With a 40 card deck you actually see less than 50% of your cards most games, so there's decent odds you'd never even see that champ (or whatever card it is that vanished) in a lot of games in the first place.

I just try to accept my losses. I'm not sure I am an "advanced" player, but I can pretend to be one!

Basically, yes, you need to buy who best to buy. But consider this. Say you have the choice between 2 4 cost guys, where you definitely cannot buy both. Is there much difference between buying them when both provinces are unbroken, where your opponent can then swing and discard the unbought one anyways, vs if one is in a broken province and you buy the other one?

Given two bodies and the Mono No Aware system, you really run into one of 4 cases (in my mind):

1) Character in Broken province is better than Character in unbroken province. Buy the one in the Broken province

2) Character in Unbroken province is better, buy the one in the Unbroken province

3) Characters are even. In which case, probably buy the one in the Broken province

4) Character in broken province will be really really good after some setup, but Character in unbroken province is good this turn. ??? (Example, Clan Champ in Broken province, 2 dudes that work really well together in Unbroken Province. Is it worth sacrificing your clan champ to get the nice combo out now, but if you wait, your opponent is likely to discard one of the 2 dudes?)

4 is the only one where I think you have much of a decision, and I don't think it happens very often. In my mind you should almost always prioritize buying the better dude for this turn, given that board state changes so much per turn, that planning ahead is only limited.

Edited by Mirith
Typo

Plenty of people with better advice, but you can also play Lion, and then drop a ton of fate onto characters like Spiritcaller and Eiji, to call from the dead.

(And as a reflection of Old5R, still better than losing the generation all together, even if it still sucks.)

54 minutes ago, RandomJC said:

(And as a reflection of Old5R, still better than losing the generation all together, even if it still sucks.)

Yep.
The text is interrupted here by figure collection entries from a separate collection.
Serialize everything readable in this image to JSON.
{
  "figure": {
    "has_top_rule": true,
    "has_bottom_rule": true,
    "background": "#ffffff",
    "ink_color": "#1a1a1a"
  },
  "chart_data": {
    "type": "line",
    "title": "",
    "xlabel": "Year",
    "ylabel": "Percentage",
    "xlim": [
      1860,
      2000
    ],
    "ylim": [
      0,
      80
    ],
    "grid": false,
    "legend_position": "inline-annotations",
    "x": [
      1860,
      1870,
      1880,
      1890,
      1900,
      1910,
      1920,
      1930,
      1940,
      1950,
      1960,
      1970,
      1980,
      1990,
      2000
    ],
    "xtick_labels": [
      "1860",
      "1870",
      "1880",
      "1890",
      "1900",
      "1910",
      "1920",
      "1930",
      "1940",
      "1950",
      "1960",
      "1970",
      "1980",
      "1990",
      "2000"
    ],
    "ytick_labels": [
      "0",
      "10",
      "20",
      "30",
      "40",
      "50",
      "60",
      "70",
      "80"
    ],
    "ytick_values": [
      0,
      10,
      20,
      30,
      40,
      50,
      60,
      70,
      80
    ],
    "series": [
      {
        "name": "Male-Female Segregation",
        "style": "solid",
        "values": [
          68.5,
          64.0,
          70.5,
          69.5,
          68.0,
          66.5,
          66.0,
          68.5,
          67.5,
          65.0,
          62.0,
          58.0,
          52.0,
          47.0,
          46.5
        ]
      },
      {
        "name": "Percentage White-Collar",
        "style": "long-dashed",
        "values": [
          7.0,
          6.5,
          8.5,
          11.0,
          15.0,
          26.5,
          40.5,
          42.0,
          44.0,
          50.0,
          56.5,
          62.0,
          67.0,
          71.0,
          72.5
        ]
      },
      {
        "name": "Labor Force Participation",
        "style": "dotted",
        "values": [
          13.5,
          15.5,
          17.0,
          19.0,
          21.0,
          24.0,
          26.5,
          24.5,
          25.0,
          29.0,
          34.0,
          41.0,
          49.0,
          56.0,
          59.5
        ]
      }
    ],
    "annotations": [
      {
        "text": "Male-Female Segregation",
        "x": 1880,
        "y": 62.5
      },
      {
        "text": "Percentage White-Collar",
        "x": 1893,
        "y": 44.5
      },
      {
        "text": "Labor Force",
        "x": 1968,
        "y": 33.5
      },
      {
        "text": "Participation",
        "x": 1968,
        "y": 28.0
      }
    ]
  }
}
In the CCG, broken provinces went away entirely, and left you with one fewer province to even reveal cards from. This often led to games just snowballing, where after I take one of your provinces and you fail to take one of mine, I can just produce more and more and you're struggling even to defend. The LCG system of broken provinces bleeding cards seems to be a bit of a compromise between giving the attacker an advantage for being successful without making it too difficult for the defender to catch up.

As far as what to do, Mirith covered it pretty well. Look at what will benefit you the most, and don't worry about recruiting every single character before they disappear. Having 3 copies of your clan cards certainly helps, but learning to prioritize is an important skill regardless.

Also consider... if your choices are roughly similar, you might flush those cards anyways to get deeper into your deck. Your opponent can't make plans around cards you have in reserve either, as they will be fresh each turn. I think it is kind of a wash. The only thing it does is guarantee to accelerate you a bit more toward having to reshuffle your dynasty and lose 5, and make the occasional character choice differently.